(ABOUT THIS TASK)
Only a number is expected: how many lines in these records mention the word "Games"?

Records excerpted from a collection
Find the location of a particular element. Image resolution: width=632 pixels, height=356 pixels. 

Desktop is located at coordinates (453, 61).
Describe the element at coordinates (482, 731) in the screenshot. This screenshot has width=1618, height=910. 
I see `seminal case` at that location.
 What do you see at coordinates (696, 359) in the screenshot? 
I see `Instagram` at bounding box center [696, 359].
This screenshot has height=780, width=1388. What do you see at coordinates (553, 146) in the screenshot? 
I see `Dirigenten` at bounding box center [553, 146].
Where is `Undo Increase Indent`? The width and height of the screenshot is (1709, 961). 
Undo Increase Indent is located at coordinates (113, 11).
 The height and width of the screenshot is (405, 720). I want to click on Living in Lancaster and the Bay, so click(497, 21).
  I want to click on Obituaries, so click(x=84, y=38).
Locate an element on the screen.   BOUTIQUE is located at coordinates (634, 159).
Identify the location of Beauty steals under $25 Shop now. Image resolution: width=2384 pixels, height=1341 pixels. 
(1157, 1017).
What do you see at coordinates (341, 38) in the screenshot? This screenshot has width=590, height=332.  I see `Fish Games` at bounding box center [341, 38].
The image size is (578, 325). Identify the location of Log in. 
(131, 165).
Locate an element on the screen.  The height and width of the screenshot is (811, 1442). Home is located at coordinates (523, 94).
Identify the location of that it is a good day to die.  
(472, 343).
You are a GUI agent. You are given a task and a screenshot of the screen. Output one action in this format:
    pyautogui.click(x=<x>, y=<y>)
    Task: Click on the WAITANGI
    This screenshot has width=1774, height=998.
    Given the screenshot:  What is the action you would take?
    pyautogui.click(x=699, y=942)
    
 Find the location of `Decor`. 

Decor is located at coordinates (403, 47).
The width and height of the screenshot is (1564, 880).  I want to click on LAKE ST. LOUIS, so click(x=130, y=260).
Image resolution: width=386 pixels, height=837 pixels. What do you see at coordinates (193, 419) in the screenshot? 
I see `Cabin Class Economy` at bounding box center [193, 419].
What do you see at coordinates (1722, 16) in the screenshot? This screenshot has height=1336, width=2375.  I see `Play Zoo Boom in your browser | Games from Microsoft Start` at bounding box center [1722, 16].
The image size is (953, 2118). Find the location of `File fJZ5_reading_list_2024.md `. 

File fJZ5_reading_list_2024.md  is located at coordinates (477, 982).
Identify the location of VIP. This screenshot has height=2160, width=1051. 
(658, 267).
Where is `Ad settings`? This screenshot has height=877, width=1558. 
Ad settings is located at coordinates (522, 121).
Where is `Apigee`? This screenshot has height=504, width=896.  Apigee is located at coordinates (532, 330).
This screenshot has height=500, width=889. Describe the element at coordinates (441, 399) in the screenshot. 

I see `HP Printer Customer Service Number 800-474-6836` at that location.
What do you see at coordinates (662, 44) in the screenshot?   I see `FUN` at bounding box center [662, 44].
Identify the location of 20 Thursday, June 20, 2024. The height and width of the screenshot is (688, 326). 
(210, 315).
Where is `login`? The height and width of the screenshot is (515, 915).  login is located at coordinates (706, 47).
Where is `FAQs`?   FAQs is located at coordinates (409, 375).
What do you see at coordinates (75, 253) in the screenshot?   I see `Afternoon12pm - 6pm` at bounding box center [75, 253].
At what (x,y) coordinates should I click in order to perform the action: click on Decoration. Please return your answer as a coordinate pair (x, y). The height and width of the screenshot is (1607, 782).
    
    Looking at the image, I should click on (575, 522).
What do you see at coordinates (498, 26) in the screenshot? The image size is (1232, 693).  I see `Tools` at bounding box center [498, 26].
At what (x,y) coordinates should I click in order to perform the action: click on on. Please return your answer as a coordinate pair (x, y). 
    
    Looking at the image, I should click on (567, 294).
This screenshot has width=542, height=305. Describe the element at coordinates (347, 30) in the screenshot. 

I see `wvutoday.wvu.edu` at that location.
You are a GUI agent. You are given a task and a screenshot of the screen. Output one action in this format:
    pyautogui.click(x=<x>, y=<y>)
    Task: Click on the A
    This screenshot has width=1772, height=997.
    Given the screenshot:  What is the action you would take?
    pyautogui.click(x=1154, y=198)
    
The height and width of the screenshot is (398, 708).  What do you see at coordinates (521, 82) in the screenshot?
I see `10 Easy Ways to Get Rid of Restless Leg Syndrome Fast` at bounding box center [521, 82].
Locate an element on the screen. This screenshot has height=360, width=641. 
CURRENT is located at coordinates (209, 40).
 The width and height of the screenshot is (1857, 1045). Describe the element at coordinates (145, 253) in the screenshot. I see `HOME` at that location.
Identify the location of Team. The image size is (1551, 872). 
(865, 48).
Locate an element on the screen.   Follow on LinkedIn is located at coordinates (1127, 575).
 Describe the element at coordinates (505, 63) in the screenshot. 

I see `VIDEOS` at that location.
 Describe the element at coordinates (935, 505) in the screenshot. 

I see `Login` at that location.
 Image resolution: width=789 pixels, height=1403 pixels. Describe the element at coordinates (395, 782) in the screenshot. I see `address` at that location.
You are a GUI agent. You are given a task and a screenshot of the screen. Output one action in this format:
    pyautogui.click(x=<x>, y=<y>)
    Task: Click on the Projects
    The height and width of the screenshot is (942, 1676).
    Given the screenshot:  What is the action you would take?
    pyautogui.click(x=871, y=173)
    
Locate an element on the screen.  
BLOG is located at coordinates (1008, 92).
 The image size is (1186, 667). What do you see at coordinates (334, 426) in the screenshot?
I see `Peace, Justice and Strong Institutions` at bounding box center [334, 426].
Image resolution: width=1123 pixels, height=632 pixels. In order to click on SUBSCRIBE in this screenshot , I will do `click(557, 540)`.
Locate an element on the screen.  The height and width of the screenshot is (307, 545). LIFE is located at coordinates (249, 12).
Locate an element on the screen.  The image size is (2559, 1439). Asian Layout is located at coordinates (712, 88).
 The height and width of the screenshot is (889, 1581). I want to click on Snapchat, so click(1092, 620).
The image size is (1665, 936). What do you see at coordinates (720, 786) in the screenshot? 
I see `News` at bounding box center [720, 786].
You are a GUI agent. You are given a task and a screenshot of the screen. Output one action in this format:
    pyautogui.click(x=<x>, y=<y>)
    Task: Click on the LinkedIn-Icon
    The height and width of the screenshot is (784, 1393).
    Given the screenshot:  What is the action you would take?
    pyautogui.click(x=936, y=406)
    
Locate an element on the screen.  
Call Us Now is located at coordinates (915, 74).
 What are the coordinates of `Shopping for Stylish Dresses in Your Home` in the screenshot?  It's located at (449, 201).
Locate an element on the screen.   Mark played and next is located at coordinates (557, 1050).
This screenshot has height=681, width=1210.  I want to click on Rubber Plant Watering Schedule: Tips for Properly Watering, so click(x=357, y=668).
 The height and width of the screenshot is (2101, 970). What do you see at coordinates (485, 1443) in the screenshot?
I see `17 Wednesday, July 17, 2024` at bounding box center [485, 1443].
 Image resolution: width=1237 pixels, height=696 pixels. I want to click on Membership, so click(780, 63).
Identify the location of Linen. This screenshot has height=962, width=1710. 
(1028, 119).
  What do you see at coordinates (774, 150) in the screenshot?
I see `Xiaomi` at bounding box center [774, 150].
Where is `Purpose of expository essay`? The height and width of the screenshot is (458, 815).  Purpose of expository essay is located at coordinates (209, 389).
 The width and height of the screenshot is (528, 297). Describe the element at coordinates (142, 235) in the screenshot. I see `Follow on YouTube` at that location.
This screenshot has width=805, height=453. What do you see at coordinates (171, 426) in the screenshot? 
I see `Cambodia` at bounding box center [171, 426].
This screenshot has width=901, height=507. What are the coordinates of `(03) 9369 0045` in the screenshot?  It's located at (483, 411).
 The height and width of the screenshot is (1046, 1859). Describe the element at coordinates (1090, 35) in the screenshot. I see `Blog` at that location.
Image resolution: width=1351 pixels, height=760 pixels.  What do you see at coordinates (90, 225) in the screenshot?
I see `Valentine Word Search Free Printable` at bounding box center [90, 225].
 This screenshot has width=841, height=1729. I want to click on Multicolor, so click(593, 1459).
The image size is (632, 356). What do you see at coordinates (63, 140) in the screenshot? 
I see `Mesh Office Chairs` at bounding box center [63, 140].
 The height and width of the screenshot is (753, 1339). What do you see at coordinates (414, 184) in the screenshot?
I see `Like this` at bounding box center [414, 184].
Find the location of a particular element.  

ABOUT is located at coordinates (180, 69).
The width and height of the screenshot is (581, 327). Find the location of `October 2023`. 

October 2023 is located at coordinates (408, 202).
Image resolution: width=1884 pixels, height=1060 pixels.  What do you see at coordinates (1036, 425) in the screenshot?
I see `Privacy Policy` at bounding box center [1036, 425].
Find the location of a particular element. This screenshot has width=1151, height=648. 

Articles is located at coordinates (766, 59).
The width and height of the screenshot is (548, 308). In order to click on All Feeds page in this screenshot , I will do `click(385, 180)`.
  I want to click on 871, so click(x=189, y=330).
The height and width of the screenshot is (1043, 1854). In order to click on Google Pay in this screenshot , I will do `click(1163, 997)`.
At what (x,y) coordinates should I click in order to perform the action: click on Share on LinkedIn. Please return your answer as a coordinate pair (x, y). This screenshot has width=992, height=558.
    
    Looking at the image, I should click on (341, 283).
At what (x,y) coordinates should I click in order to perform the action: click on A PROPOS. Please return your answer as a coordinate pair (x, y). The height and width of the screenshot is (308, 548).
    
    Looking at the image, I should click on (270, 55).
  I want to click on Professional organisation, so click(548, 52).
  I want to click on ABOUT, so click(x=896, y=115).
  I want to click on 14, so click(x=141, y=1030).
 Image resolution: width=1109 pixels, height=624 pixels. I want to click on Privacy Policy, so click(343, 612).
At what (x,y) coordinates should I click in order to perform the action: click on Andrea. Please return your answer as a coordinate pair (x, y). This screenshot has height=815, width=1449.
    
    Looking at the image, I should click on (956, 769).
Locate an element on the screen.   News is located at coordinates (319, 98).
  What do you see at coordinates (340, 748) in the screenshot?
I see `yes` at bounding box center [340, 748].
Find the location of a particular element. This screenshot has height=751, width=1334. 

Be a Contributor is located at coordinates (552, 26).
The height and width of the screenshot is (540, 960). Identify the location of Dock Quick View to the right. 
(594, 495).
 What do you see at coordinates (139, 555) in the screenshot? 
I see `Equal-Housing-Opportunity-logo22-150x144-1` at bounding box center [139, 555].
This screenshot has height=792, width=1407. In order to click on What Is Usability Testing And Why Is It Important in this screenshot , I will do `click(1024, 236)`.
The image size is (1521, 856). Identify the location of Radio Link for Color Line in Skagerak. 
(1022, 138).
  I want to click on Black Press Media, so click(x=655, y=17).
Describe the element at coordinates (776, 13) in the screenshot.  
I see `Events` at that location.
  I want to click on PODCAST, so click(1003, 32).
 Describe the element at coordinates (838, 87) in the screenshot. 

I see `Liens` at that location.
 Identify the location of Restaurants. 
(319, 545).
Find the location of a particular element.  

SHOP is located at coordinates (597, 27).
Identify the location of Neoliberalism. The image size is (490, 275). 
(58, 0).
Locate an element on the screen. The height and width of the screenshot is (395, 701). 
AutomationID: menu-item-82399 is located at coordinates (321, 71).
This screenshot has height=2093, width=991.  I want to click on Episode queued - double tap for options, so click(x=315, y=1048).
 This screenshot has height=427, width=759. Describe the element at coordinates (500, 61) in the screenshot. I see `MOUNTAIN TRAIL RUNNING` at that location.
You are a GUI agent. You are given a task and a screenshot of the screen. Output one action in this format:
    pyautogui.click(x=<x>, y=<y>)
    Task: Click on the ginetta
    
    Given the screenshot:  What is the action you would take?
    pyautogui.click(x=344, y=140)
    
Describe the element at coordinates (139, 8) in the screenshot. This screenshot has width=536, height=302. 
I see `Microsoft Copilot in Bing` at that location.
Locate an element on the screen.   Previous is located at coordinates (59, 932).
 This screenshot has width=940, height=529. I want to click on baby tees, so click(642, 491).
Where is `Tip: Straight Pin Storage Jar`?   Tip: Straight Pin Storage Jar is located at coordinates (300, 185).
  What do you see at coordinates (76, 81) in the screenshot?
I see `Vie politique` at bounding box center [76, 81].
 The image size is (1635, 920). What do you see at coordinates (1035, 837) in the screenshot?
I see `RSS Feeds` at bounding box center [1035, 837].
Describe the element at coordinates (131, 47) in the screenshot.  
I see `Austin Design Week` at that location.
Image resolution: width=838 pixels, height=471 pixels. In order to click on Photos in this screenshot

(WRITTEN RESPONSE)
2